Strong possibility that 4.5m-long object which landed in northern mining area was part of Chinese satellite
A large metal cylinder thought to be part of a Chinese rocket has crashed in a jade mining area in Myanmar.
State media published images of the 4.5m-long (15ft) drum resting in mud on property owned by a mining company in Hpakank, in the northern state of Kachin.
Chinese writing was found on a smaller piece of debris that fell through the roof of a nearby house at the same time. No one was hurt.
Residents reported hearing an explosion as the larger barrel-shaped piece crashed to earth then bounced 50 metres across the mines compound before coming to rest in a waterlogged area.
Every local thought it was the explosion of heavy artillery, Ko Maung Myo told the Myanmar Times.
I think it was an engine because I found a diode and many copper wires at the tail of the body, he said.
The state-run newspaper Global New Light said: The metal objects are assumed to be part of a satellite or the engine parts of a plane or missile, adding that authorities were still trying to confirm their origin.

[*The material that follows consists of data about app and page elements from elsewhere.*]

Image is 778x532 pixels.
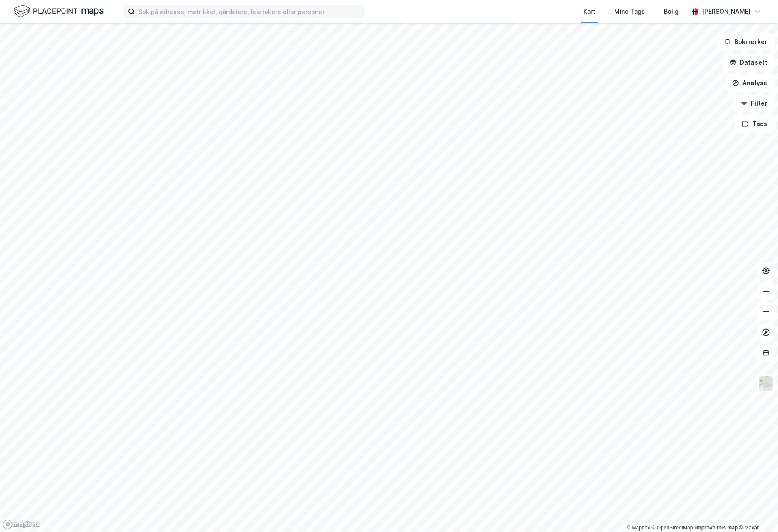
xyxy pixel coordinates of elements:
[735,490,778,532] div: Kontrollprogram for chat
[735,490,778,532] iframe: Chat Widget
[614,7,645,17] div: Mine Tags
[13,4,104,19] img: logo.f888ab2527a4732fd821a326f86c7f29.svg
[664,7,679,17] div: Bolig
[583,7,595,17] div: Kart
[701,7,751,17] div: [PERSON_NAME]
[135,5,363,18] input: Søk på adresse, matrikkel, gårdeiere, leietakere eller personer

On Wednesday, a Chinese rocket carrying an experimental satellite took off from the Jiuquan satellite launch centre, 1,000 miles (1,600km) from Hpakank. There has been no confirmation from Beijing that the debris in Myanmar is part of a Chinese satellite.
Pictures on social media showed what appeared to be pieces of technological equipment and wiring attached to the inside of the debris.
Clemens Rumpf, a space debris researcher at Southampton University, said it was entirely plausible that the object was part of the Long March 11 Chinese rocket that launched on Wednesday.
Myanmar is directly to the south of the launch site and this would put the country directly under the launch trajectory for that rocket. It is entirely plausible that the first or second stage of the rocket could have come down there, he said. In general, the first stage of any rocket does not make it to orbit and thus falls down somewhere downrange from the launch site.